One of my listeners asked me about prejudices.

What is the worst prejudice I have ever encountered and how did I deal with it?

Apart from having to deal with the fact that people think that Italians are chronically late (which has turned me into a punctuality freak), there is another one I find rather disturbing.

And I was extremely glad to discover years ago that I was not the only one experiencing it.

Here is the story.

An Italian friend of mine had been working for a major international news agency in Brussels for many years. She wanted to move within the organisation and applied for a job in London. One of the first questions her future boss asked her was ‘Can you write English, dear?’

What is it that makes certain people think that, if you grew up speaking and writing one language, you will never be able to write well in another? Have they never heard of Joseph Conrad?

Even if they haven’t, they must have seen ‘Some Like It Hot‘.

The person who wrote the screenplay of this icon of Hollywood’s golden age had grown up in Austria-Hungary speaking German. Billy Wilder was already well into his 20s when he emigrated to America and learned English. He had been writing in German (as a journalist in Berlin) for his entire life.

Joseph Conrad and Billy Wilder are just examples. There are so many others. I am absolutely convinced that if you write well in one language you can write just as well in another.

I guess what you need is a sense for the rhythm of that language and you need to do a large amount of reading.

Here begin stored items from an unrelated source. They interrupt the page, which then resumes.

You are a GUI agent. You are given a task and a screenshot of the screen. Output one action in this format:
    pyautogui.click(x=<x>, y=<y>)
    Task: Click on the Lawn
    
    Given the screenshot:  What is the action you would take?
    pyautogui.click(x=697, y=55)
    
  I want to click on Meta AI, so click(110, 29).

And yes, at this point, I have to give credit to Ian, the editor of Central European Business Weekly, the English newspaper I wrote for at the beginning of my career.

We spent several hours drinking Becherovka (we were after all in Prague) and going through my articles, which used to have far too many subordinate clauses (from having written in German for too long).

So my answer to my listener would be ‘Never let other people’s limits become your own’.